Apr 23 2013
Many collisions occur between asteroids and other objects in our solar system, but scientists are not always able to detect or track these impacts from Earth. The "rogue debris" created by such collisions can sometimes catch us by surprise.
UCLA space scientists have now devised a way to monitor these types of collisions in interplanetary space by using a new method to determine the mass of magnetic clouds that result from the impacts. Their findings, published online this month in the journal Meteoritics and Planetary Science, are the result of nearly 30 years of observations of collisions and could help scientists better understand where to look first to find new meteroid debris that could become dangerous.
"The passage by the Earth earlier this year of the small asteroid 2012 DA14 and the explosion the same week of an even smaller asteroid in the atmosphere above central Russia remind us that while space is mostly empty, the objects that are orbiting the sun do occasionally collide with other orbiting bodies, and the energy released in such collisions can be catastrophic to the bodies involved," said Christopher T. Russell, a professor in UCLA's Department of Earth and Space Sciences and a co-author of the research.
"We have found a way by which we can monitor such collisions in space by identifying the magnetic signature produced in these collisions," he said. "While the colliding objects may be only tens to hundreds of feet across, the resulting magnetic signature can be hundreds of thousands of miles in width and be carried outward from the sun by the solar wind for millions of miles."
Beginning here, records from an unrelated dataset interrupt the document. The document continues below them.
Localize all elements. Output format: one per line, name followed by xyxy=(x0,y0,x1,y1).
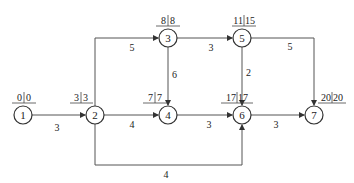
node-id: 2 xyxy=(92,109,98,121)
edge-5-7 xyxy=(251,38,314,105)
svg-text:7: 7 xyxy=(157,92,162,103)
edge-label-2-4: 4 xyxy=(130,119,135,130)
node-id: 6 xyxy=(239,109,245,121)
svg-text:3: 3 xyxy=(83,92,88,103)
edge-label-3-5: 3 xyxy=(209,42,214,53)
edge-label-5-6: 2 xyxy=(246,67,251,78)
network-diagram: 3 5 4 4 3 6 3 2 5 3 1 2 3 4 5 6 7 xyxy=(0,0,354,183)
node-5: 5 xyxy=(233,29,251,47)
svg-text:8: 8 xyxy=(161,15,166,26)
edge-2-6 xyxy=(95,124,242,165)
time-node-4: 7 7 xyxy=(143,92,167,103)
edge-label-4-6: 3 xyxy=(207,119,212,130)
node-3: 3 xyxy=(159,29,177,47)
edge-label-6-7: 3 xyxy=(274,119,279,130)
time-node-5: 11 15 xyxy=(232,15,256,26)
node-id: 4 xyxy=(165,109,171,121)
node-2: 2 xyxy=(86,106,104,124)
svg-text:20: 20 xyxy=(333,92,343,103)
node-4: 4 xyxy=(159,106,177,124)
time-node-6: 17 17 xyxy=(221,92,253,103)
node-1: 1 xyxy=(14,106,32,124)
time-node-1: 0 0 xyxy=(12,92,36,103)
svg-text:0: 0 xyxy=(17,92,22,103)
node-7: 7 xyxy=(305,106,323,124)
edge-label-5-7: 5 xyxy=(288,41,293,52)
svg-text:0: 0 xyxy=(26,92,31,103)
edge-label-2-3: 5 xyxy=(130,42,135,53)
svg-text:17: 17 xyxy=(226,92,236,103)
node-id: 5 xyxy=(239,32,245,44)
svg-text:7: 7 xyxy=(148,92,153,103)
svg-text:15: 15 xyxy=(245,15,255,26)
svg-text:17: 17 xyxy=(238,92,248,103)
time-node-7: 20 20 xyxy=(318,92,346,103)
svg-text:11: 11 xyxy=(233,15,243,26)
time-node-3: 8 8 xyxy=(156,15,180,26)
svg-text:20: 20 xyxy=(321,92,331,103)
svg-text:3: 3 xyxy=(74,92,79,103)
edge-label-1-2: 3 xyxy=(55,122,60,133)
time-node-2: 3 3 xyxy=(70,92,93,103)
node-id: 1 xyxy=(20,109,26,121)
svg-text:8: 8 xyxy=(170,15,175,26)
node-id: 3 xyxy=(165,32,171,44)
edge-label-2-6: 4 xyxy=(164,169,169,180)
node-id: 7 xyxy=(311,109,317,121)
edge-label-3-4: 6 xyxy=(172,69,177,80)
node-6: 6 xyxy=(233,106,251,124)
Hairong Lai, a graduate student in Russell's laboratory, devised the method for finding the mass of collision-produced magnetic clouds, which contain fine, electrically charged dust.
"We have used multiple spacecraft encounters with these magnetized clouds to determine their dimensions," said Lai, the lead author of the research. "Then we calculate the magnetic force applied to the dust, which balances the sun's gravitational force, allowing us to weigh the fine component of the debris created by the collision. These dust clouds weigh from about 10,000 to 1 million tons — very similar in mass to the asteroids the Earth recently encountered over Russia and over Australia."
The technique of monitoring the debris cloud of collisions magnetically was applied to material that co-orbits with the asteroid known as 2201 Oljato. This asteroid was first associated with collisions near Venus in the early 1980s; Oljato made successive passes by Venus in 1980, 1983 and 1986, when NASA's Pioneer Venus spacecraft was in orbit around the planet.
In 2006, the European Space Agency's Venus Express mission entered orbit and resumed monitoring the collisions. Now, some 30 years later, the collision rates have dropped dramatically in the sector in which impacts with material in Oljato's orbit could be detected, but the rates are unchanged elsewhere.
"The collisions have destroyed both the impactors and their targets in this longitude sector, demonstrating that meteor streams can be quite dynamic," said Hairong, who presented research last week at the third Planetary Defense Conference of the International Academy of Astronautics, in Flagstaff, Ariz. "They can be created by collisions and also destroyed by collisions."
Asteroids whose positions are known by scientists are all potential producers of smaller meteroids that can change orbits more rapidly, making it difficult to keep track of them, Russell said. This new method, he said, makes such tracking much easier.
The research was made possible by the acquisition of data by Pioneer Venus and by Venus Express missions, and received support from both NASA and the Los Alamos National Laboratory's Institute of Geophysics and Planetary Physics.